Pinboard popular page in Emacs
Ok, this one is still piping hot in my *scratch* buffer so remember that before you criticize the rough edges. I've long wanted to quickly filter through the popular links page on pinboard.in without jumping over to a browser. Ideally this page would have an RSS feed or API end point but alas it has neither. I love pulling things into Emacs (yay for text-based interfaces!); so I set out to pull these links into Emacs and display them via Ivy.
Feel free to skip ahead and checkout the repo if you're so inclined.
Steps
I curled the page down and pasted the HTML into a buffer in Emacs so I could start pulling things apart. My first attempt was to use the excellent elquery library but that was choking on the DOM structure and I never could quite pin down where (sorry Adam, I need to post an issue about that!). My next attempt was to use a more "manual" scripting approach. Since Emacs possesses so many ways to manipulate buffer text I was sure there could be a programmatic way to do this (without doing a bunch of regexing which I'm terrible at and even more so in Emacs). The basic series of steps boiled down to this:
- Use the new-to-me
keep-linesfunction to trim everything out of the buffer except the popular links. I used the classname of the links (bookmark_title) to identify them. - Use
loop-for-each-lineto well loop over each line. Inside this loop I would need to pull out thehrefand the title of each anchor link. - I used
re-search-forwardto move from target to target to figure out the point boundaries for my href and my link text.
I ended up breaking this functionality out into it's own function since I used it more than once and it was cumbersome to type it all out.
(defun re-capture-between(re-start re-end) "Return the string between two regexes." (let (start end) (setq start (re-search-forward re-start)) (setq end (re-search-forward re-end)) (buffer-substring-no-properties start end)))

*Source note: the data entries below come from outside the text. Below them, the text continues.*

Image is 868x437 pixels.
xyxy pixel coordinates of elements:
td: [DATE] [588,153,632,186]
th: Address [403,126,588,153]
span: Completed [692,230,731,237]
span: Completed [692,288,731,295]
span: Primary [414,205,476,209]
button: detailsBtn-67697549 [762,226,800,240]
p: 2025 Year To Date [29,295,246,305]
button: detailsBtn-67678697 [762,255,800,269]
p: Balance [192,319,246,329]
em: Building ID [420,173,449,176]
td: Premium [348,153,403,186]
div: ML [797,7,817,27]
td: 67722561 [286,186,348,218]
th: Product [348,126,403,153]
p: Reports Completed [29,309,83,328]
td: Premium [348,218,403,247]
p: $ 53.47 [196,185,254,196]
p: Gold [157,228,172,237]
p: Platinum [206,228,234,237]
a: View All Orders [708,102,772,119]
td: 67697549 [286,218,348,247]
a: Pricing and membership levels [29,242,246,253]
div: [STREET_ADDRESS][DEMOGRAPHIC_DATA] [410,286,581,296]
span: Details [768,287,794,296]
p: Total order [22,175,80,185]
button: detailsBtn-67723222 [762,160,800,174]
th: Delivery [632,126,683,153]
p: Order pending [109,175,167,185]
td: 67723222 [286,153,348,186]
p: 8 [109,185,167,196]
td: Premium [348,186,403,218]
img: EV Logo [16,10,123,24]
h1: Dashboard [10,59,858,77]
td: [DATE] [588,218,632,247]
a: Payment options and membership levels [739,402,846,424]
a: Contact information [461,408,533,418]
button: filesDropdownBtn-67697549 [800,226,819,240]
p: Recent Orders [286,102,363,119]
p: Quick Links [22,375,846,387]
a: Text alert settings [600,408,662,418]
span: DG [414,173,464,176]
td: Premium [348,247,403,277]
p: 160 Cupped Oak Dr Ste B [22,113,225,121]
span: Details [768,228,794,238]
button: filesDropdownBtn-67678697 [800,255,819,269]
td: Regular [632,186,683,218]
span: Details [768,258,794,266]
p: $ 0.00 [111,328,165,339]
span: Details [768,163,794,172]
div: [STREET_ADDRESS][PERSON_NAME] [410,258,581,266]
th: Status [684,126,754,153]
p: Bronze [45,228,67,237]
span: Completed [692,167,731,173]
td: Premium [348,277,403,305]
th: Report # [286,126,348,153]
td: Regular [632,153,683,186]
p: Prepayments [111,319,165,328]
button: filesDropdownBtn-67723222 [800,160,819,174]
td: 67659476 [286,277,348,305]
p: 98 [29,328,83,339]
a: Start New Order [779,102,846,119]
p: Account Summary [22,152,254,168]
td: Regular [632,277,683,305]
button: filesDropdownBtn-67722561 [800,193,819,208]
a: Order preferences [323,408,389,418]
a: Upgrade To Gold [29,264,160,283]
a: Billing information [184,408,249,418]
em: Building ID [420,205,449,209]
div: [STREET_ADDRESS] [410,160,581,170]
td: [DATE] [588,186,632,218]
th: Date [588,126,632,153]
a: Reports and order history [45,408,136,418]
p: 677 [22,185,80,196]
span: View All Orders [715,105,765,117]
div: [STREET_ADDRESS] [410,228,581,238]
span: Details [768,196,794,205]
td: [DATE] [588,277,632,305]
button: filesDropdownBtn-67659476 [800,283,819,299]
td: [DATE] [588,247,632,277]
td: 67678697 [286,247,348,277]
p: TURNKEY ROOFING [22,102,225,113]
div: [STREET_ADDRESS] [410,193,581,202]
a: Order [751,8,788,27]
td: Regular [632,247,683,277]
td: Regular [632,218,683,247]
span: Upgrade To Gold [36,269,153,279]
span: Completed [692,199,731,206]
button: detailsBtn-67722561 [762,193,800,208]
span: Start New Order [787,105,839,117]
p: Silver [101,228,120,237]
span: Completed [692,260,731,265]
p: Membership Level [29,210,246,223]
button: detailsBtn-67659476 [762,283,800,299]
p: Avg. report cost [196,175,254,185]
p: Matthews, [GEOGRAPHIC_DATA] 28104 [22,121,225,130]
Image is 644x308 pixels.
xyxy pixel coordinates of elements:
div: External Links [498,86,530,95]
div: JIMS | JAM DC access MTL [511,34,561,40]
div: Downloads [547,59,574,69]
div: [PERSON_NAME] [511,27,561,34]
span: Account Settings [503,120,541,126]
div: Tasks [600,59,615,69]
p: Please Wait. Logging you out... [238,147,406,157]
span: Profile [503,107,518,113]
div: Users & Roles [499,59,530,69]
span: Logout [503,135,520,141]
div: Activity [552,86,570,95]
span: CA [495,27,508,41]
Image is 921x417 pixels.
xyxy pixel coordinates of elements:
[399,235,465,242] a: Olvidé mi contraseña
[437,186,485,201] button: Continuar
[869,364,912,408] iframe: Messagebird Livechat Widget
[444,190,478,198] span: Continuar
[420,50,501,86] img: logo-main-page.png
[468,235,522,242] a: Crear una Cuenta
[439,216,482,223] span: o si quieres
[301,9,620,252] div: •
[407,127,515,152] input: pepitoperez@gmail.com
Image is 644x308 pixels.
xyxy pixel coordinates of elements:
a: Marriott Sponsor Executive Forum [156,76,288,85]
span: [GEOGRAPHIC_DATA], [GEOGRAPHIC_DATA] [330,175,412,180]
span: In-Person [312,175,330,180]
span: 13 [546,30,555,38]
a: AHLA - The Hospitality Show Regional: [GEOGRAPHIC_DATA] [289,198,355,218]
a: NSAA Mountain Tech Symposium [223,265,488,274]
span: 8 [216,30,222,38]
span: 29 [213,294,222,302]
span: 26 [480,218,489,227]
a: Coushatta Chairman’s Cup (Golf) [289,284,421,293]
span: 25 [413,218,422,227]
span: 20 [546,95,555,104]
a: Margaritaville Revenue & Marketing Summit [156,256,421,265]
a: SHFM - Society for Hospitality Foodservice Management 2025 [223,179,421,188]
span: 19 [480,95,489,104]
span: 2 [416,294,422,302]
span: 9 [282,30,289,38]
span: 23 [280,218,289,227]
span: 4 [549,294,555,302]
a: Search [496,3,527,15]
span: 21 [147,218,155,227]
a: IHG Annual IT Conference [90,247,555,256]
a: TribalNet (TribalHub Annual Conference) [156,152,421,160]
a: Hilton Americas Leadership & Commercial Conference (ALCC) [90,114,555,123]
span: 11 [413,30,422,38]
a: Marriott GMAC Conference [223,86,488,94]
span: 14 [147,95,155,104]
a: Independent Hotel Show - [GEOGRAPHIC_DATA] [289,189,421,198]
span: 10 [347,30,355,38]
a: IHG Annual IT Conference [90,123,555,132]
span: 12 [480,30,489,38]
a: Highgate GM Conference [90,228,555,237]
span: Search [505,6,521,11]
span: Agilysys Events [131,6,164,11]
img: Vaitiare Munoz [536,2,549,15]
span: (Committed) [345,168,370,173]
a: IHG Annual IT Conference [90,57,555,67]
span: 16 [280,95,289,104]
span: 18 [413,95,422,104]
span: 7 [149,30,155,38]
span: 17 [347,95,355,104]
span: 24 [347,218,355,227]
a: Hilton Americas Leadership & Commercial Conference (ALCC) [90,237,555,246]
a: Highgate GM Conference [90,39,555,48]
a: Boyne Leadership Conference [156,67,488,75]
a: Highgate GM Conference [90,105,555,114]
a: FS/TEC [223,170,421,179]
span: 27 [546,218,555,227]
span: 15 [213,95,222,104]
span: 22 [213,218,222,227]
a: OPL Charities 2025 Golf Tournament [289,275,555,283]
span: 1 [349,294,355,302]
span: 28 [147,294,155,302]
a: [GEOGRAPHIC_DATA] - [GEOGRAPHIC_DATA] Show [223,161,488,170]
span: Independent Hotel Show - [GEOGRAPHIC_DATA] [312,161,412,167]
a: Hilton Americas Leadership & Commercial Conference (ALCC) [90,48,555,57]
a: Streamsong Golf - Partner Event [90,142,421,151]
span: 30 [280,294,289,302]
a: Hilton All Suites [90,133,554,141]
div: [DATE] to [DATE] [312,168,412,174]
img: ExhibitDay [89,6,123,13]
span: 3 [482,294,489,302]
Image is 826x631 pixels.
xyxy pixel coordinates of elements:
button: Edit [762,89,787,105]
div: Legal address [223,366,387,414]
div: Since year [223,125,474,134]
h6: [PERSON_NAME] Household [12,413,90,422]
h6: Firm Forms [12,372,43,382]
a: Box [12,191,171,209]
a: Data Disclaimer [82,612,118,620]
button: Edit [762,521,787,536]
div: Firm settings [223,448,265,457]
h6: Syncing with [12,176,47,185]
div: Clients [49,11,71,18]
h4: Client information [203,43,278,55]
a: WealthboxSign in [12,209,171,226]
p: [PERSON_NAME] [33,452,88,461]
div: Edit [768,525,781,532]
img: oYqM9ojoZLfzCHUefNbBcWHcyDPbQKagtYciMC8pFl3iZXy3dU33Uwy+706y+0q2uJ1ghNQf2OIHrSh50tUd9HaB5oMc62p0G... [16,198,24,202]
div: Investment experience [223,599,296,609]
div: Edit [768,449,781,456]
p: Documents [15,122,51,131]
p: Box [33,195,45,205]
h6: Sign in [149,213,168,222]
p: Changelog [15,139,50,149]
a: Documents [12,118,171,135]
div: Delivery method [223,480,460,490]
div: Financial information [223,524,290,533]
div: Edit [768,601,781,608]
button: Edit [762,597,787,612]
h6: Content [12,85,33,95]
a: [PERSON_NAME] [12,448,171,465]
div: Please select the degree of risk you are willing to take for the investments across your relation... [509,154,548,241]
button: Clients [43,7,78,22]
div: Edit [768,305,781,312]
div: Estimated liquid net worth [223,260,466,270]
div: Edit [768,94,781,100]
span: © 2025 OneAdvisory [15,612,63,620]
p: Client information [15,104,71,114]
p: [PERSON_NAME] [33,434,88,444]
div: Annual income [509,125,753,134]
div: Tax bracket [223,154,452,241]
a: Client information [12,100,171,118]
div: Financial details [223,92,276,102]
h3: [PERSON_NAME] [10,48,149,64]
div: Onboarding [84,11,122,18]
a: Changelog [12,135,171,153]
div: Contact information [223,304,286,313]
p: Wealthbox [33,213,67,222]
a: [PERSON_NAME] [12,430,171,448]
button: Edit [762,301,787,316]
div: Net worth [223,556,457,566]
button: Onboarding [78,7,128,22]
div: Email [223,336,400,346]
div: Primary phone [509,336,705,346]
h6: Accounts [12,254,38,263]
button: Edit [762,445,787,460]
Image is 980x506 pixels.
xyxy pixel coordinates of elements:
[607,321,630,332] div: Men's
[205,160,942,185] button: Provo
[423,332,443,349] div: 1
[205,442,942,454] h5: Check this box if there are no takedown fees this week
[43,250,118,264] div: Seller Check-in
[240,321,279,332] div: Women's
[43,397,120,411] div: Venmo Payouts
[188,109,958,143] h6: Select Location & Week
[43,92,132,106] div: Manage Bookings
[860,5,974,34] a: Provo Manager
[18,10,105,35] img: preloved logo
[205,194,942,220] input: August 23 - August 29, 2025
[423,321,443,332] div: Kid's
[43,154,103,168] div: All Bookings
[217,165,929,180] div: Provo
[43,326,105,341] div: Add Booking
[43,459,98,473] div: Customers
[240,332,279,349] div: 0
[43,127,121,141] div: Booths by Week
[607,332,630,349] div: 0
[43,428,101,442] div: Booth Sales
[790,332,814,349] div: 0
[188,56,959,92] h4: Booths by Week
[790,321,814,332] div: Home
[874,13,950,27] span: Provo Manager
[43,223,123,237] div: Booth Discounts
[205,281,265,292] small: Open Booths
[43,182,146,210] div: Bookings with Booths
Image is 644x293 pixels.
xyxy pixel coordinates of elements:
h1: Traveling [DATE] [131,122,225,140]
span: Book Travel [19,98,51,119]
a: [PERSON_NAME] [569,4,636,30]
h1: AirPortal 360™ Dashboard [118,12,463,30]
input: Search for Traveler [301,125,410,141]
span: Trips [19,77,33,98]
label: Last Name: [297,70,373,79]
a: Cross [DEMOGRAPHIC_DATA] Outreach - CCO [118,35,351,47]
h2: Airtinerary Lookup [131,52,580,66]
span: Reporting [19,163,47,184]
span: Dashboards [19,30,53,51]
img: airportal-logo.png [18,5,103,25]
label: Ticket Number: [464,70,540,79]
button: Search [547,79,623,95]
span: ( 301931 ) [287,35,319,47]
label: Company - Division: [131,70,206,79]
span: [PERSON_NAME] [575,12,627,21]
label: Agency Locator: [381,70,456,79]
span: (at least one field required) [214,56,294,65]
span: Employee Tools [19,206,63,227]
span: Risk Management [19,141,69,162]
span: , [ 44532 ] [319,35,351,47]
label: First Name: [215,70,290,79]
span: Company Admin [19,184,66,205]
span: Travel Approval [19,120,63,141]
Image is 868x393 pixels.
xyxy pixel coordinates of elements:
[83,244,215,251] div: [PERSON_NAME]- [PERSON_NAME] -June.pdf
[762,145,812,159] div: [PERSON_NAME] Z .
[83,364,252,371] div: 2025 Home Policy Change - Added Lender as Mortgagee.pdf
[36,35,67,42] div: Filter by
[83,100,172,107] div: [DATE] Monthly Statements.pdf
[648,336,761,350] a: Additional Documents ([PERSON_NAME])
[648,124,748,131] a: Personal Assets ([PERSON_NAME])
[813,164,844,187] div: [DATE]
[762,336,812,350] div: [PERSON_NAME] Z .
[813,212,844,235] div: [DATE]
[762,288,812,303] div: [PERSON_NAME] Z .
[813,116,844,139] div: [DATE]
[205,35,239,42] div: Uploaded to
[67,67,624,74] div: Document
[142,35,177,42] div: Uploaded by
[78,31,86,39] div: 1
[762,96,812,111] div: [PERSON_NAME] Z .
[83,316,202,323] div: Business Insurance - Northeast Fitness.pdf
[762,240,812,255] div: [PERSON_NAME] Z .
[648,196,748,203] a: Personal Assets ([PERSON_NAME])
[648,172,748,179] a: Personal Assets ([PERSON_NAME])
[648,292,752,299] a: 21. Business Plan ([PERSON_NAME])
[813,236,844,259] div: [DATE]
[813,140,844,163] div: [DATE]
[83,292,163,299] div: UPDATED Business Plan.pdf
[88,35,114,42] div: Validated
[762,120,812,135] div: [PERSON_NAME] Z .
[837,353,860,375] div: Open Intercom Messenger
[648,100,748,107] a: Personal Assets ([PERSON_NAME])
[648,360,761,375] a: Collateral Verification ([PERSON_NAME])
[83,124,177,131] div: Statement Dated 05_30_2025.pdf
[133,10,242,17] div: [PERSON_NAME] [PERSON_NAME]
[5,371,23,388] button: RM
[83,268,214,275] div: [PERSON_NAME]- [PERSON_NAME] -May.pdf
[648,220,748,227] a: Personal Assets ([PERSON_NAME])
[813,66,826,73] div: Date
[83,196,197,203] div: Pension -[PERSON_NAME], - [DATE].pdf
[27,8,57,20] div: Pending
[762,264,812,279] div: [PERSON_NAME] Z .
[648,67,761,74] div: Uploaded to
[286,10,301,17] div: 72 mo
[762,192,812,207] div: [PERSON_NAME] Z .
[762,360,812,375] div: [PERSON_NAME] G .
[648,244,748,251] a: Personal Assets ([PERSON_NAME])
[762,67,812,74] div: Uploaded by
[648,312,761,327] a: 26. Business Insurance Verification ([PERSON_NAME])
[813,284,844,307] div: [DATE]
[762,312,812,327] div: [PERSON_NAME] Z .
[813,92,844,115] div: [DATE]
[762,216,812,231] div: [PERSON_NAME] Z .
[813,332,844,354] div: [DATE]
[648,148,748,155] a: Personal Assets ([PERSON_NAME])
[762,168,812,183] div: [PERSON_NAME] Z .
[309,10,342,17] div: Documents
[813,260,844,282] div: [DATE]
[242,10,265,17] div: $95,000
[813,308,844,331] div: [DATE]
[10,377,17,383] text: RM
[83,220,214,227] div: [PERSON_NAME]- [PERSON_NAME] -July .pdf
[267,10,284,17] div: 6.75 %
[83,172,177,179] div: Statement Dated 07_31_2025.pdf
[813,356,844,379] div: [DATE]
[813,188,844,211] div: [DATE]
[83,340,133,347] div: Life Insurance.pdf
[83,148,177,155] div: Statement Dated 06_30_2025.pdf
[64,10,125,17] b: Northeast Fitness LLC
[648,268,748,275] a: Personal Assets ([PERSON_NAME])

- The final step was dumping the
hrefand the link text into a plist andpushthat into a larger collection I could pass ontoivy-readto generate my interface.
Coding string
One gotcha I ran into is that my titles would occasionally contain odd character sequences like \302. Turns out those are punctuation and various text symbols. The solution is to run the title through decode-coding-string for 'utf-8 to generate the proper characters.
❤ Emacs
Emacs is so powerful for this type of text manipulation because you can interactively work each step of a program out in an actual buffer and then put those steps together into a function. Each potential solution I thought of was quickly trialed via M: and frequent looks at documentation. Hopefully this has been a helpful look into how I approach solving problems in Emacs. Thanks for reading!